E Roon Kang lives and works in New York, where he operates the interdisciplinary design and research studio Math Practice, with a focus “studying, evaluating, and criticizing complex systems and [the] pursuit of efficiency.” He’s also an assistant professor of interaction design at Parsons School of Design, where he directs its BFA Communication Design program.
At Parsons, as with Math Practice, Kang comes up against questions of scale—of the student body, the part-time faculty (numbering at just below 100), and the number of classes that they run. He’s inherited a program that’s rapidly expanding and in flux, and is always striving to adapt to contemporary times. We talked to him about how he thinks about design today and what he sees as the future of design education.
How do you see undergraduate education changing?
If anything, I would like to see design education being less about technical skills and more about graphic design as giving a structure to knowledge, or as a tool to give knowledge a structure and a form. But I don’t know how to make that happen yet.
In many ways, education needs to change. In the future, a lot of things will be automated. So a lot of the jobs that we currently consider the role of a graphic designer will fall under APIs. From a technological standpoint, education needs to change to meet those changes.
When you talk about design as the structure of thought, I feel like that’s a perfect way of articulating what design is. Who do you think is doing interesting thinking or writing in that space?
This is an active topic for many of the conversations I am having with my studio mate, Andrew LeClair who also teaches at Parsons, who I’m indebted for many of these thoughts. We talked about this very question a while ago. We thought Karl Gerstner had some similar ways of thinking about design, and Muriel Cooper also thought and operated in similar vein.
Andrew and I proposed a research project together at Parsons, in which we would create a library of “hands-free publications.” In other words, printed publications that are designed by scripts, not by human hand, and not laid out in, say, InDesign. This goes back to the realization that maybe the core value that we provide in each of our design studios is not what’s traditionally called graphic design. But then, what is it?
We came to realize that in many of our projects, we act as the person structuring others’ knowledge. We find a good visual representation of this structure that can function as an anchor.
So, with that in mind, am I still a graphic designer? Am I an information architect? I don’t know. But these are the things that I’m more excited about doing, and that’s what I provide to my clients.
You mentioned that Parsons refers to itself as the most technologically forward undergraduate program. Which technological changes do you predict will have the biggest influence on education?
Personally I’m less excited about VR and AR and more interested in machine learning and AI, because that has already started to creep into the way that we design things. For example, I don’t see why someone, if they spent some serious time on it, wouldn’t be able to figure out some sort of automatic layout engine. Say, something where you can just pipe in a whole bunch of design examples throughout the history of mankind—every single page layout that has ever been produced—and let the algorithm study it and figure out patterns. Then the process of putting captions in images, for example, or creating multi-column layouts would just be a click away. It probably wouldn’t work for expressively designed books, but for the majority of books with utilitarian purposes, it’d be done.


Problem details -
Every line below between the line holding "Determine human arm bounding box." and the line holding "The screen is", inclusive, should be repeated exactly, and all other lines omitted.

Given entries -
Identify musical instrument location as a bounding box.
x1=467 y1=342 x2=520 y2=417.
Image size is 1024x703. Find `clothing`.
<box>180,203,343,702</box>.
* * *
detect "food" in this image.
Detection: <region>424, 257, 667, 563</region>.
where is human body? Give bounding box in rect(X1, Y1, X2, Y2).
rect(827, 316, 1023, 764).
...
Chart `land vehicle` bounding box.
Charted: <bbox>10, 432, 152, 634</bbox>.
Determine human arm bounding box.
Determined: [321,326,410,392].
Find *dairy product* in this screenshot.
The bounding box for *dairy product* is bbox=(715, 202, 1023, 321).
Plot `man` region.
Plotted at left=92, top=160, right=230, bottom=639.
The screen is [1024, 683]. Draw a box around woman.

Problem solution -
Determine human arm bounding box.
Determined: [321,326,410,392].
Find *dairy product* in this screenshot.
The bounding box for *dairy product* is bbox=(715, 202, 1023, 321).
Plot `man` region.
Plotted at left=92, top=160, right=230, bottom=639.
The screen is [1024, 683]. Draw a box around woman.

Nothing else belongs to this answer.